Due respect was to be shown to all who had held office within the Fraternity, although this respect seems not always to have been mutual: additions made to the ordinances in 1483 talk of the decay of the Fraternity caused by 'simple and slothful wardens'. Further pronouncements were made in 1512 and ca. 1524. In this year, a list of wardens and members names eleven individuals, of whom two were women. In common with other predominantly religious bodies, it seems likely that the Fraternity of St Simon and St Jude was swept away as a result of the Chantries Act passed during the reign of Edward VI. However, new ordinances for the reform of the society of shipwrights dated ca. 1594 speak of the power of the master and wardens to search the brethren 'of that fraternity', suggesting that some sense at least of the brotherhood remained.

In 1605, the Company received its first charter and its grant of arms. At the same time, a Hall was established at Ratcliff, in Stepney, where the Company remained until ca. 1794

There are references to "Writers of the Court and Text Letter" in 1357, and the Writers of the Court Letter had their bye-laws by 1374. The charter of the Scriveners' Company, dated 1617, gave them control and administration of their craft, and until the 17th and early 18th centuries scriveners were synonymous with notaries. The majority belonged to the legal and allied professions.
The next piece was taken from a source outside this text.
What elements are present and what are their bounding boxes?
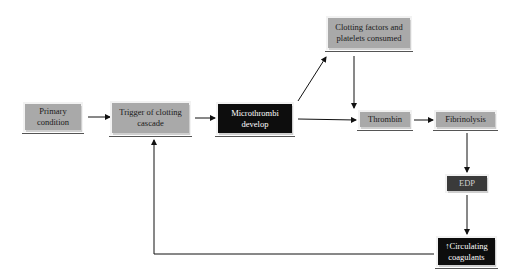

The Saddler's Company received its first charter in 1272 and was incorporated in 1395. The company retains close links with saddlery, giving prizes at horse shows and show jumping events. Their Hall in Foster Lane dated from the 14th century but was destroyed in the 1666 Great Fire. It was subsequently rebuilt only to be damaged again in another fire. The repaired building was again damaged by bombing in 1940. The present Hall was opened in 1958.
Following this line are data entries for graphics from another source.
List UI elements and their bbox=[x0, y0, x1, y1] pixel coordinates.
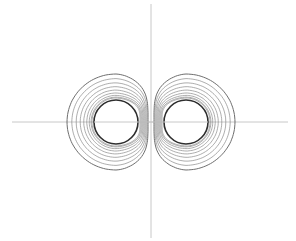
axes bbox=[12, 4, 288, 238]
contour-plot bbox=[0, 0, 296, 241]
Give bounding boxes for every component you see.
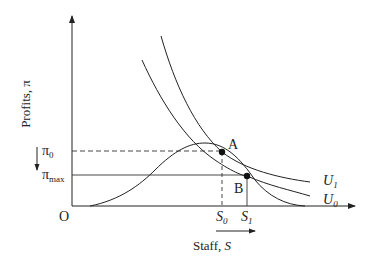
point-a-label: A xyxy=(228,137,239,152)
s1-label: S1 xyxy=(241,209,253,226)
pi0-label: π0 xyxy=(42,143,54,160)
pimax-label: πmax xyxy=(42,167,65,184)
u1-label: U1 xyxy=(323,173,338,190)
u1-curve xyxy=(161,36,310,182)
point-a xyxy=(219,149,225,155)
profit-staff-diagram: Profits, π π0 πmax O S0 S1 Staff, S A B … xyxy=(0,0,373,261)
y-axis-label: Profits, π xyxy=(18,80,33,128)
diagram-canvas: Profits, π π0 πmax O S0 S1 Staff, S A B … xyxy=(0,0,373,261)
point-b xyxy=(244,173,250,179)
origin-label: O xyxy=(59,209,69,224)
point-b-label: B xyxy=(234,181,243,196)
s0-label: S0 xyxy=(216,209,228,226)
u0-label: U0 xyxy=(323,192,338,209)
x-axis-label: Staff, S xyxy=(193,238,232,253)
u0-curve xyxy=(142,60,310,196)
The Company has been in existence from at least the 13th century, receiving charters in 1504, 1665, 1685, 1688 (two) and 1692. The Company also received a grant of arms in 1634. It was responsible for regulation of the trade in rabbits, pigeons, game, poultry and swans.

The Company appears to have used a tenement in Fenchurch Street as a hall from 1610, the premises being sub-let by the Company from 1630/1. The Company subsequently leased a property on the west side of Butcher Hall Lane. This hall was destroyed in the Great Fire. Since then the Company has held meetings at other company halls in the City and various coffee houses. In the period 1767-1951 the Company held meetings at Guildhall.
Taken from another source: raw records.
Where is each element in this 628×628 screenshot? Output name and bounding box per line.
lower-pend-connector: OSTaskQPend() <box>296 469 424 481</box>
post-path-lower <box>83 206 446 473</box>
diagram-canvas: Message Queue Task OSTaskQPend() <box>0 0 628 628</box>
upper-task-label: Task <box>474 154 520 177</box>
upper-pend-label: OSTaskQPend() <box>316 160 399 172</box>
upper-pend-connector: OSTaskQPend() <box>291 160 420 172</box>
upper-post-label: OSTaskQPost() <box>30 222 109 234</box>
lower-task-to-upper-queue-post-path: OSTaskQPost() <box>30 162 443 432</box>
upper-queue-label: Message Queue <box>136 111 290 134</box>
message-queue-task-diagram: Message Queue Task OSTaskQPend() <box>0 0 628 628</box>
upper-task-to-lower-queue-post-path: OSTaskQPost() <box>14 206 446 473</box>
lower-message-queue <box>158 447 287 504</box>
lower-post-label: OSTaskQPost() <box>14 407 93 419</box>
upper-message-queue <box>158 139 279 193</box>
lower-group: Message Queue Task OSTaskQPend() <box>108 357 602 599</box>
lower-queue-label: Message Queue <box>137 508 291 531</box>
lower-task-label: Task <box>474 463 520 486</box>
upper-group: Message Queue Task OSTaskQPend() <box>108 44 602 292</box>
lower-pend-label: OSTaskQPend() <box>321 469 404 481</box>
The Company has been in existence from at least 1365, receiving charters in 1611 and 1678. The Company also received a grant of arms in 1588.

The Company had a hall in Chequer Yard, Bush Lane from 1639. The hall was destroyed in the Great Fire and rebuilt on the same site. The hall was subsequently demolished in 1863 to make way for Cannon Street railway station.

A guild of plasterers was first incorporated by charter in 1501. Plasterers were craftsmen who plastered the exterior of buildings with a material comprised of lime, gypsum, hay and straw, often creating elaborate and ornamental patterns, known as pargetting.

In 1545 a member of the Company, William Elder, left a house in Addle Street to be used as a Hall. The current Hall, built in 1972, is in London Wall.